He Haiyun

He Haiyun

(she/her/hers)

National University of Singapore

Information theory, statistical learning theory, inference and estimation

Haiyun He is currently a Ph.D. candidate in the Department of Electrical and Computer Engineering (ECE) at the National University of Singapore (NUS). She has successfully defended her thesis in August and will receive the degree at end September. From Sep 2017 to Jul 2018, she was first a Research Assistant in ECE at NUS. She received the B.E. degree in Beihang University (BUAA) in 2016 and the M.Sc. (Electrical Engineering) degree in ECE from NUS in 2017. Her research interests include information theory, statistical learning and their applications.

FUNDAMENTAL PERFORMANCE LIMITS OF STATISTICAL PROBLEMS: FROM DETECTION THEORY TO SEMI-SUPERVISED LEARNING

Studying and designing close-to-optimal mechanisms to infer or learn useful information from raw data is of tremendous significance in this digital era. Our work explores the fundamental performance limits of three classes of statistical problems--distributed detection, change-point detection and the generalization capabilities of semi-supervised learning (SSL). In a sensor network, the distributed detection problem concerns the scenario in which the fusion center needs to make a decision based on data sent from a number of sensors via different channels. The change-point detection problem concerns the scenario in which the data samples are collected under different conditions and one needs to estimate the change-points of the condition. In contrast to classical works where the underlying data distributions are assumed to be known, we consider the practical scenario where training data samples are available instead. For distributed detection, we derive the asymptotically optimal type-II error exponent given that the type-I error decays exponentially fast. We also derive the asymptotically optimal test at the fusion center. For change-point detection, we derive the asymptotically optimal change-point estimator in both large and moderate deviations regimes, as well as the asymptotically optimal detection confidence width as a function of the undetected error. Finally, we consider a more complicated scenario in which we are motivated to mitigate the high cost of labelling data. To do so, we analyse the fundamental limits of SSL which makes use of both labelled and unlabelled data. Using information-theoretic principles, we investigate the generalization performance of SSL, which quantifies the extent to which the algorithms overfits to the training data. We show that under iterative SSL with pseudo-labelling, for easier-to-distinguish classes, the generalization error decreases rapidly in the first few iterations and saturates afterwards while for difficult-to- distinguish classes, the generalization error increases instead. Regularization can help to mitigate this undesirable effect. Our experiments on benchmark datasets such as the MNIST and CIFAR-10 datasets corroborate our theoretical results.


**What to produce**: Please write out all of the data below exactly, without including the pictures.

**Supplied entries**:
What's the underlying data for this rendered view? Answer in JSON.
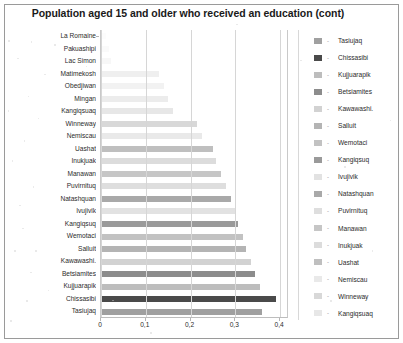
{
  "chart_data": {
    "type": "bar",
    "orientation": "horizontal",
    "title": "Population aged 15 and older who received an education (cont)",
    "xlabel": "",
    "ylabel": "",
    "xlim": [
      0,
      0.42
    ],
    "xticks": [
      0,
      0.1,
      0.2,
      0.3,
      0.4
    ],
    "xticklabels": [
      "0",
      "0,1",
      "0,2",
      "0,3",
      "0,4"
    ],
    "decimal_separator": ",",
    "grid": "vertical",
    "legend_position": "right",
    "categories": [
      "La Romaine",
      "Pakuashipi",
      "Lac Simon",
      "Matimekosh",
      "Obedjiwan",
      "Mingan",
      "Kangiqsuaq",
      "Winneway",
      "Nemiscau",
      "Uashat",
      "Inukjuak",
      "Manawan",
      "Puvirnituq",
      "Natashquan",
      "Ivujivik",
      "Kangiqsuq",
      "Wemotaci",
      "Salluit",
      "Kawawashi.",
      "Betsiamites",
      "Kujjuarapik",
      "Chissasibi",
      "Tasiujaq"
    ],
    "values": [
      0.012,
      0.018,
      0.022,
      0.13,
      0.14,
      0.15,
      0.16,
      0.215,
      0.225,
      0.25,
      0.258,
      0.268,
      0.28,
      0.29,
      0.3,
      0.305,
      0.318,
      0.325,
      0.335,
      0.345,
      0.355,
      0.392,
      0.36
    ],
    "bar_colors": [
      "#fcfcfc",
      "#fafafa",
      "#f7f7f7",
      "#efefef",
      "#f2f2f2",
      "#ececec",
      "#e7e7e7",
      "#d8d8d8",
      "#e9e9e9",
      "#bfbfbf",
      "#dcdcdc",
      "#c6c6c6",
      "#dedede",
      "#a9a9a9",
      "#e2e2e2",
      "#9a9a9a",
      "#c2c2c2",
      "#b4b4b4",
      "#d2d2d2",
      "#8c8c8c",
      "#bdbdbd",
      "#4a4a4a",
      "#a0a0a0"
    ],
    "legend_entries": [
      {
        "label": "Tasiujaq",
        "color": "#a0a0a0"
      },
      {
        "label": "Chissasibi",
        "color": "#4a4a4a"
      },
      {
        "label": "Kujjuarapik",
        "color": "#bdbdbd"
      },
      {
        "label": "Betsiamites",
        "color": "#8c8c8c"
      },
      {
        "label": "Kawawashi.",
        "color": "#d2d2d2"
      },
      {
        "label": "Salluit",
        "color": "#b4b4b4"
      },
      {
        "label": "Wemotaci",
        "color": "#c2c2c2"
      },
      {
        "label": "Kangiqsuq",
        "color": "#9a9a9a"
      },
      {
        "label": "Ivujivik",
        "color": "#e2e2e2"
      },
      {
        "label": "Natashquan",
        "color": "#a9a9a9"
      },
      {
        "label": "Puvirnituq",
        "color": "#dedede"
      },
      {
        "label": "Manawan",
        "color": "#c6c6c6"
      },
      {
        "label": "Inukjuak",
        "color": "#dcdcdc"
      },
      {
        "label": "Uashat",
        "color": "#bfbfbf"
      },
      {
        "label": "Nemiscau",
        "color": "#e9e9e9"
      },
      {
        "label": "Winneway",
        "color": "#d8d8d8"
      },
      {
        "label": "Kangiqsuaq",
        "color": "#e7e7e7"
      }
    ],
    "legend_dash": "-"
  }
}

**Written response**:
What's the underlying data for this rendered view? Answer in JSON.
{
  "chart_data": {
    "type": "bar",
    "orientation": "horizontal",
    "title": "Population aged 15 and older who received an education (cont)",
    "xlabel": "",
    "ylabel": "",
    "xlim": [
      0,
      0.42
    ],
    "xticks": [
      0,
      0.1,
      0.2,
      0.3,
      0.4
    ],
    "xticklabels": [
      "0",
      "0,1",
      "0,2",
      "0,3",
      "0,4"
    ],
    "decimal_separator": ",",
    "grid": "vertical",
    "legend_position": "right",
    "categories": [
      "La Romaine",
      "Pakuashipi",
      "Lac Simon",
      "Matimekosh",
      "Obedjiwan",
      "Mingan",
      "Kangiqsuaq",
      "Winneway",
      "Nemiscau",
      "Uashat",
      "Inukjuak",
      "Manawan",
      "Puvirnituq",
      "Natashquan",
      "Ivujivik",
      "Kangiqsuq",
      "Wemotaci",
      "Salluit",
      "Kawawashi.",
      "Betsiamites",
      "Kujjuarapik",
      "Chissasibi",
      "Tasiujaq"
    ],
    "values": [
      0.012,
      0.018,
      0.022,
      0.13,
      0.14,
      0.15,
      0.16,
      0.215,
      0.225,
      0.25,
      0.258,
      0.268,
      0.28,
      0.29,
      0.3,
      0.305,
      0.318,
      0.325,
      0.335,
      0.345,
      0.355,
      0.392,
      0.36
    ],
    "bar_colors": [
      "#fcfcfc",
      "#fafafa",
      "#f7f7f7",
      "#efefef",
      "#f2f2f2",
      "#ececec",
      "#e7e7e7",
      "#d8d8d8",
      "#e9e9e9",
      "#bfbfbf",
      "#dcdcdc",
      "#c6c6c6",
      "#dedede",
      "#a9a9a9",
      "#e2e2e2",
      "#9a9a9a",
      "#c2c2c2",
      "#b4b4b4",
      "#d2d2d2",
      "#8c8c8c",
      "#bdbdbd",
      "#4a4a4a",
      "#a0a0a0"
    ],
    "legend_entries": [
      {
        "label": "Tasiujaq",
        "color": "#a0a0a0"
      },
      {
        "label": "Chissasibi",
        "color": "#4a4a4a"
      },
      {
        "label": "Kujjuarapik",
        "color": "#bdbdbd"
      },
      {
        "label": "Betsiamites",
        "color": "#8c8c8c"
      },
      {
        "label": "Kawawashi.",
        "color": "#d2d2d2"
      },
      {
        "label": "Salluit",
        "color": "#b4b4b4"
      },
      {
        "label": "Wemotaci",
        "color": "#c2c2c2"
      },
      {
        "label": "Kangiqsuq",
        "color": "#9a9a9a"
      },
      {
        "label": "Ivujivik",
        "color": "#e2e2e2"
      },
      {
        "label": "Natashquan",
        "color": "#a9a9a9"
      },
      {
        "label": "Puvirnituq",
        "color": "#dedede"
      },
      {
        "label": "Manawan",
        "color": "#c6c6c6"
      },
      {
        "label": "Inukjuak",
        "color": "#dcdcdc"
      },
      {
        "label": "Uashat",
        "color": "#bfbfbf"
      },
      {
        "label": "Nemiscau",
        "color": "#e9e9e9"
      },
      {
        "label": "Winneway",
        "color": "#d8d8d8"
      },
      {
        "label": "Kangiqsuaq",
        "color": "#e7e7e7"
      }
    ],
    "legend_dash": "-"
  }
}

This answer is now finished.